"No, no, I can't do that," I cried in alarm; "I have these children with me."
"People shouldn't take children out if they can't do without getting into mischief," grumbled the farmer. "No, you come along of me," and he caught hold of my arm.
"I'll give you my card," I said, "and if you have any serious complaint to make you can write to me."
"Aye, a likely story; and when I write to you, as likely as not I'll find you've given me a wrong address."
"Come back with me then to the inn: they know me there and will tell you whether or no the address is a correct one."
The old farmer was gradually persuaded to this course, though he grumbled all the way there that I ought to be "locked up," while the children, thoroughly subdued, walked in silence behind us.
"You'll have to pay a pretty penny for damages," said he warningly, when he had satisfied himself at the inn that I was known as "a gentleman who often drove over there in the summer, and always paid for what he had."
I assured him that he should have what was just, and when he had gone I ordered tea in the arbour at the end of the old-fashioned garden, and over it we forgot the unfortunate, but exciting, termination to our picnic.

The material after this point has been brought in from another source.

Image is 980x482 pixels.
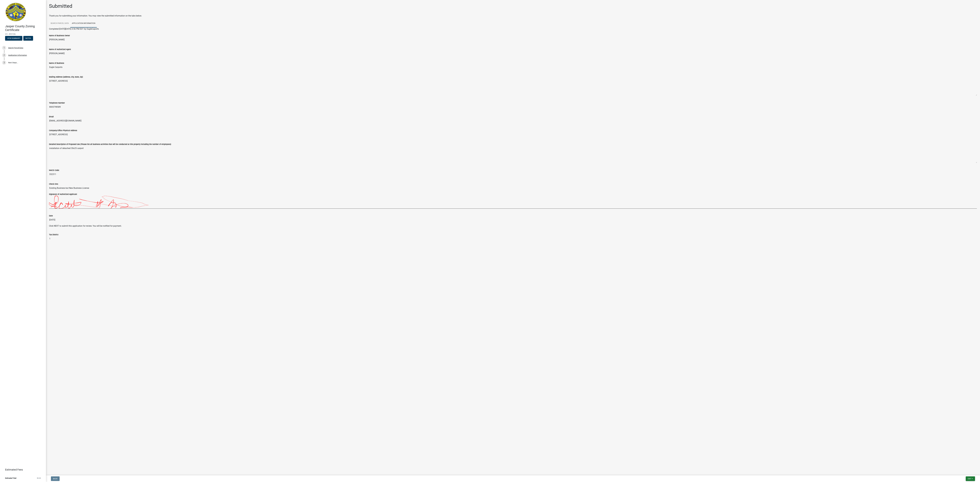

We arrived home quite safely. Sure enough, a few days afterwards I received a preposterous claim for damage to the farmer's grass, which I left my solicitor to deal with; and more extraordinary still, I had a claim from Messrs. Piggott & Son for damages to a tent, which they "could not trace as having been hired to me, but which I must have hired at some time or another, since it bore their name marked as they only marked their tents let out on hire."
This letter also went to my solicitor, and to this day I've heard nothing further about either matter.